Gongol.com > Archive > July 2004
Gongol.com: July 2004


The United States of America (7.7.2004)
Speaking of Red vs. Blue
Interesting perspective on how "Red America" and "Blue America" comparisons are really just a bunch of hooey (propagated by uppity leftists who really think that the rancher in Wyoming is really the same kind of Republican as the Christian Coalition member in Alabama. Reminiscent of the Nine Nations of North America of the 1980's, which took a whole-continent perspective.

The American Way (7.7.2004)
More than Half of Canadians Want to Use the US Dollar
The story itself is from 2002, but the support is surprising. Of course, it's buried in a Canadian news story about how 38% of Americans thought that Canada should be annexed. In the long run, some form of political union, at least with the western provinces, seems likely. The burden created by Canada's socialist health-care system, among other problems, is likely to put some pain into the spirit of things up north. There's already a serious "red/blue" divide there -- the West remains strongly Conservative, while the rest of the country is Liberal, less Quebec, which seems to just want to get the heck out. The full province-by-province breakdown is available here. Do note: CTV at least understands that blue is the "conservative" color, and red is the "liberal" color, which somehow seems to have been flipped backwards in most US "red/blue" maps of the last five years.

Socialism Rears Its Ugly Head (7.7.2004)
More Commentary on Moore's Lies
It's not that Moore doesn't have the right to make bad movies, it's that so many people think that anything he makes is a legitimate "documentary" and swallow it uncritically.

The American Way (7.7.2004)
Shocking: Workers Usually Know the Company Better than Managers
There's nothing shocking about it at all. Markets let information filter up and down the corporate ladder much better than any "open door" policy. If only American voters and politicians would realize that markets do the same thing for us socially much better than government intervention.

Science and Technology (7.7.2004)
Perhaps Why We Spend So Much Time On Politics
The time and effort we as Americans expend on watching, blathering on about, and fighting political horse races is one of my most serious pet peeves. All of the nonsense waste (time and money, especially) we're going to expend on the Democratic and Republican national conventions seems to me much better spent on things like, say, actually doing productive work to find a cure for cancer. The article summarized at Marginal Revolution seems to suggest that it's a primal instinct. It still stinks.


- [Task prompt] Your answer should be the full set of records, printed exactly as they stand.

Figure content listings
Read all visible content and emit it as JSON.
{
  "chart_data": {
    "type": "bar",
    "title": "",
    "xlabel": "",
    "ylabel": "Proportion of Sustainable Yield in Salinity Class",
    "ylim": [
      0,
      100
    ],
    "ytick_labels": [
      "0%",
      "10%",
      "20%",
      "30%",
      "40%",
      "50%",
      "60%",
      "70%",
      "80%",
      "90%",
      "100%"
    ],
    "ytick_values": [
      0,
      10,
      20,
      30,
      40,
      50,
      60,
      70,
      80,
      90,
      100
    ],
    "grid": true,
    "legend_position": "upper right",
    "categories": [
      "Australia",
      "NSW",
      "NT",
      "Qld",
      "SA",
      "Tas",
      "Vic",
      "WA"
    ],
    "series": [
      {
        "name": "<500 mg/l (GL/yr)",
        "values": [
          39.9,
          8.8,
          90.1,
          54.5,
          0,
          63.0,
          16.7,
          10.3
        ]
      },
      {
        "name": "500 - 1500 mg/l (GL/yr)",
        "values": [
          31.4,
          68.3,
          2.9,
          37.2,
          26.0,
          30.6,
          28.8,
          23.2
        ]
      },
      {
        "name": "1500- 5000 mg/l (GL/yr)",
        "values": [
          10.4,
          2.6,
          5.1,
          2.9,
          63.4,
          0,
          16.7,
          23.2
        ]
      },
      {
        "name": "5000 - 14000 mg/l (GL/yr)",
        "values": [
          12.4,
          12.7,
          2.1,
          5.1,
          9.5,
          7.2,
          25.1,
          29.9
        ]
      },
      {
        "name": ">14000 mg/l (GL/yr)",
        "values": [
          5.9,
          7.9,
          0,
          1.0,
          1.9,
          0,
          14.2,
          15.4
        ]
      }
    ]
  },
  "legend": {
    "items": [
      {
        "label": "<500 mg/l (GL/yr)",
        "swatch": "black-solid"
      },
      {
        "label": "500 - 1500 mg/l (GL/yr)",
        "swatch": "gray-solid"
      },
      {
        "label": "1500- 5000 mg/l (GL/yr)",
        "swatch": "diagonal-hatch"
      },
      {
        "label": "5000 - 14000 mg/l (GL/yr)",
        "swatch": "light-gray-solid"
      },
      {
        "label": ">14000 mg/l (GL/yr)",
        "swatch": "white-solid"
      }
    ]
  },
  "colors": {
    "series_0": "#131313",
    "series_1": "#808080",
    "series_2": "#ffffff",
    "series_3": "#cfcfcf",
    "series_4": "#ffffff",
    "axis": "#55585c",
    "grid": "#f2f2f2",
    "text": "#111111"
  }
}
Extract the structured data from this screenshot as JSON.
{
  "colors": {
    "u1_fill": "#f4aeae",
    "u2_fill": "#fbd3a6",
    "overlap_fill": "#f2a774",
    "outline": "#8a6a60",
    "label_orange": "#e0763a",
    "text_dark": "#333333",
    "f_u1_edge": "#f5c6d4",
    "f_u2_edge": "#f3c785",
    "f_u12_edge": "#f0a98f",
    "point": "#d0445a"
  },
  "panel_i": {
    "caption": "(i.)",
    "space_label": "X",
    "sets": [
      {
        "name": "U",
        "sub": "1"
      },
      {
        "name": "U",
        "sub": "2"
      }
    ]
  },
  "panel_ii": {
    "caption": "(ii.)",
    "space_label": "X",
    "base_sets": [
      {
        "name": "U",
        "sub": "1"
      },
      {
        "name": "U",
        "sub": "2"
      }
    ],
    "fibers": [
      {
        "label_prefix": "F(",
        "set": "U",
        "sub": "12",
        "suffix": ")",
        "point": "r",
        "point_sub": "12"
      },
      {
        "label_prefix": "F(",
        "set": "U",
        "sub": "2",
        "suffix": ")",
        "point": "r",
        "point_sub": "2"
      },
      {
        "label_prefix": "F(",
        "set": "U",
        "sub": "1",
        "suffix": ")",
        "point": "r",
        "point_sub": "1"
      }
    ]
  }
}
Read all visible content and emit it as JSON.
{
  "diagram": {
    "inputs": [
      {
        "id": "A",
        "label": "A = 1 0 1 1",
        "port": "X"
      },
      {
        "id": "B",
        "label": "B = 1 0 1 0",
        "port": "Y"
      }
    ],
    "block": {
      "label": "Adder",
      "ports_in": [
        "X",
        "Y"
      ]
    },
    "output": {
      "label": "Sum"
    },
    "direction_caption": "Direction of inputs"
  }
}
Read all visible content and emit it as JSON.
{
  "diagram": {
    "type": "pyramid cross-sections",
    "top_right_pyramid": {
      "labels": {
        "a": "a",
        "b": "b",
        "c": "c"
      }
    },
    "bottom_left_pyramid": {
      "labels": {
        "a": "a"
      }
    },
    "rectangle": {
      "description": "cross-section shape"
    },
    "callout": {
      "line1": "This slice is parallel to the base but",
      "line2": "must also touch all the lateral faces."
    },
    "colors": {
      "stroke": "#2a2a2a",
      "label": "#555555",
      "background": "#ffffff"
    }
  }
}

- [Final answer]
Read all visible content and emit it as JSON.
{
  "chart_data": {
    "type": "bar",
    "title": "",
    "xlabel": "",
    "ylabel": "Proportion of Sustainable Yield in Salinity Class",
    "ylim": [
      0,
      100
    ],
    "ytick_labels": [
      "0%",
      "10%",
      "20%",
      "30%",
      "40%",
      "50%",
      "60%",
      "70%",
      "80%",
      "90%",
      "100%"
    ],
    "ytick_values": [
      0,
      10,
      20,
      30,
      40,
      50,
      60,
      70,
      80,
      90,
      100
    ],
    "grid": true,
    "legend_position": "upper right",
    "categories": [
      "Australia",
      "NSW",
      "NT",
      "Qld",
      "SA",
      "Tas",
      "Vic",
      "WA"
    ],
    "series": [
      {
        "name": "<500 mg/l (GL/yr)",
        "values": [
          39.9,
          8.8,
          90.1,
          54.5,
          0,
          63.0,
          16.7,
          10.3
        ]
      },
      {
        "name": "500 - 1500 mg/l (GL/yr)",
        "values": [
          31.4,
          68.3,
          2.9,
          37.2,
          26.0,
          30.6,
          28.8,
          23.2
        ]
      },
      {
        "name": "1500- 5000 mg/l (GL/yr)",
        "values": [
          10.4,
          2.6,
          5.1,
          2.9,
          63.4,
          0,
          16.7,
          23.2
        ]
      },
      {
        "name": "5000 - 14000 mg/l (GL/yr)",
        "values": [
          12.4,
          12.7,
          2.1,
          5.1,
          9.5,
          7.2,
          25.1,
          29.9
        ]
      },
      {
        "name": ">14000 mg/l (GL/yr)",
        "values": [
          5.9,
          7.9,
          0,
          1.0,
          1.9,
          0,
          14.2,
          15.4
        ]
      }
    ]
  },
  "legend": {
    "items": [
      {
        "label": "<500 mg/l (GL/yr)",
        "swatch": "black-solid"
      },
      {
        "label": "500 - 1500 mg/l (GL/yr)",
        "swatch": "gray-solid"
      },
      {
        "label": "1500- 5000 mg/l (GL/yr)",
        "swatch": "diagonal-hatch"
      },
      {
        "label": "5000 - 14000 mg/l (GL/yr)",
        "swatch": "light-gray-solid"
      },
      {
        "label": ">14000 mg/l (GL/yr)",
        "swatch": "white-solid"
      }
    ]
  },
  "colors": {
    "series_0": "#131313",
    "series_1": "#808080",
    "series_2": "#ffffff",
    "series_3": "#cfcfcf",
    "series_4": "#ffffff",
    "axis": "#55585c",
    "grid": "#f2f2f2",
    "text": "#111111"
  }
}
Extract the structured data from this screenshot as JSON.
{
  "colors": {
    "u1_fill": "#f4aeae",
    "u2_fill": "#fbd3a6",
    "overlap_fill": "#f2a774",
    "outline": "#8a6a60",
    "label_orange": "#e0763a",
    "text_dark": "#333333",
    "f_u1_edge": "#f5c6d4",
    "f_u2_edge": "#f3c785",
    "f_u12_edge": "#f0a98f",
    "point": "#d0445a"
  },
  "panel_i": {
    "caption": "(i.)",
    "space_label": "X",
    "sets": [
      {
        "name": "U",
        "sub": "1"
      },
      {
        "name": "U",
        "sub": "2"
      }
    ]
  },
  "panel_ii": {
    "caption": "(ii.)",
    "space_label": "X",
    "base_sets": [
      {
        "name": "U",
        "sub": "1"
      },
      {
        "name": "U",
        "sub": "2"
      }
    ],
    "fibers": [
      {
        "label_prefix": "F(",
        "set": "U",
        "sub": "12",
        "suffix": ")",
        "point": "r",
        "point_sub": "12"
      },
      {
        "label_prefix": "F(",
        "set": "U",
        "sub": "2",
        "suffix": ")",
        "point": "r",
        "point_sub": "2"
      },
      {
        "label_prefix": "F(",
        "set": "U",
        "sub": "1",
        "suffix": ")",
        "point": "r",
        "point_sub": "1"
      }
    ]
  }
}
Read all visible content and emit it as JSON.
{
  "diagram": {
    "inputs": [
      {
        "id": "A",
        "label": "A = 1 0 1 1",
        "port": "X"
      },
      {
        "id": "B",
        "label": "B = 1 0 1 0",
        "port": "Y"
      }
    ],
    "block": {
      "label": "Adder",
      "ports_in": [
        "X",
        "Y"
      ]
    },
    "output": {
      "label": "Sum"
    },
    "direction_caption": "Direction of inputs"
  }
}
Read all visible content and emit it as JSON.
{
  "diagram": {
    "type": "pyramid cross-sections",
    "top_right_pyramid": {
      "labels": {
        "a": "a",
        "b": "b",
        "c": "c"
      }
    },
    "bottom_left_pyramid": {
      "labels": {
        "a": "a"
      }
    },
    "rectangle": {
      "description": "cross-section shape"
    },
    "callout": {
      "line1": "This slice is parallel to the base but",
      "line2": "must also touch all the lateral faces."
    },
    "colors": {
      "stroke": "#2a2a2a",
      "label": "#555555",
      "background": "#ffffff"
    }
  }
}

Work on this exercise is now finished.